Nov 101960
 
four reels

Töre (Max von Sydow) is a pious man and master of a medieval farm. His wife Märeta delves into the fanatical, burning herself so she can feel Christ’s pain, but she dotes on their teenage daughter Karin (Birgitta Pettersson). The spoiled Karin is generally good natured, but thinks mainly of herself, and uses her beauty and charm to get what she wants from her parents as well as the local men. This has brought their pregnant and wild servant Ingeri to a boiling rage of jealousy. Karin, along with Ingeri, are sent on a journey through the woods to deliver candles to the church. What follows is rape, murder, more murder, and the intersession of two gods.

Based upon a folk ballad, The Virgin Spring is an art film, made by the ultimate art house director, Ingmar Bergman. Its legacy is the rape-&-revenge horror subgenre. Wes Craven updated it for The Last House on the Left, and several hundred films copied its barest outline, though none come close to it in quality. Is it a horror film? It was considered shocking when released, though considerably less so now. While its category is uncertain, much else about it is very clear: It is meticulously made, gorgeously shot, brilliantly edited, and perfectly acted. It is one of Bergman’s finest films, a simple story with a great deal to say.

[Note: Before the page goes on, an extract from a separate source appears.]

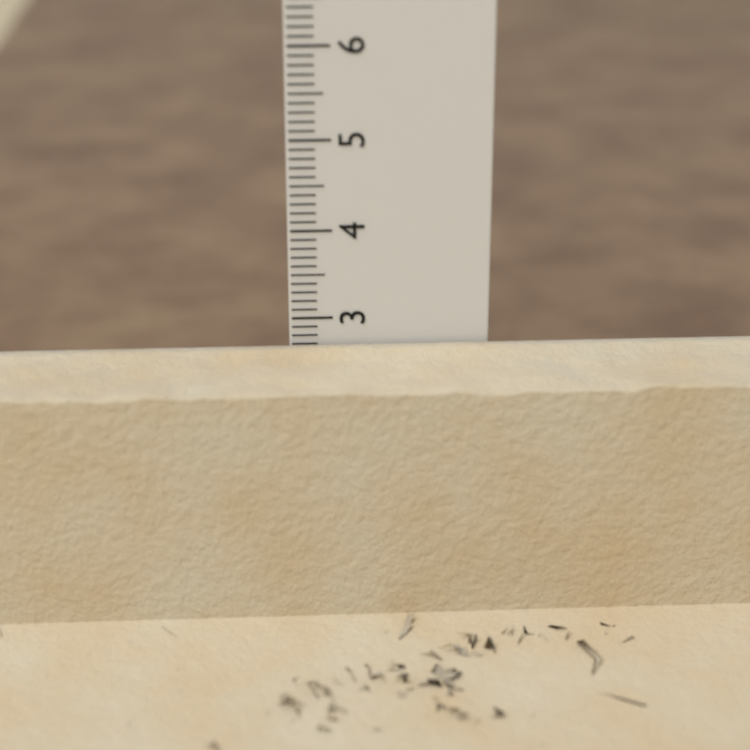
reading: 2.7 cm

Made to cash in on the success of The Seventh Seal, which also starred von Sydow, took place in the middle ages, and dealt with questions of religion, death, and meaning in life, The Virgin Spring is a calmer film. The Seventh Seal is filled with Bergman’s anger at finding no meaning in life supplied by a god. This film has that same message, but with greater acceptance. Some have focused on the film’s religious dichotomy, of Christianity vs. Paganism, with cruelty coming from the latter. But Bergman was an atheist by the time he made The Virgin Spring and was in no mood to celebrate Jesus. I guess you can’t make a film simple enough for some people. Our characters pray, but praying does no good. There’s no protection from God, nor from older gods. Good deeds do not lead toward good lives and bad ones are not necessarily punished. There’s no great meaning out there, no vast moral truth, and God has no plans for us, so it doesn’t matter if He exists or not. Things happen. Good things and bad things, and all we can do is muddle through, putting whatever significance makes us feel best to these events. Faith is a way of ordering our lives, perhaps a necessary way, but it is just something we make up.

And it’s in this theme that The Virgin Spring rises above its rape-&-revenge kindred. After the violation in those films, the revenge gives the viewer satisfaction, even when saying that the vengeance is wrong or self-destructive. But there’s no satisfaction in revenge here. Nor it is condemned. It is something that happens, something very human, and something with only the meaning we wish to give it.

After The Virgin Spring, Bergman moved away from period pieces and ethics, instead making meandering, modern, psychologically introspective films. For me, they never had the same power.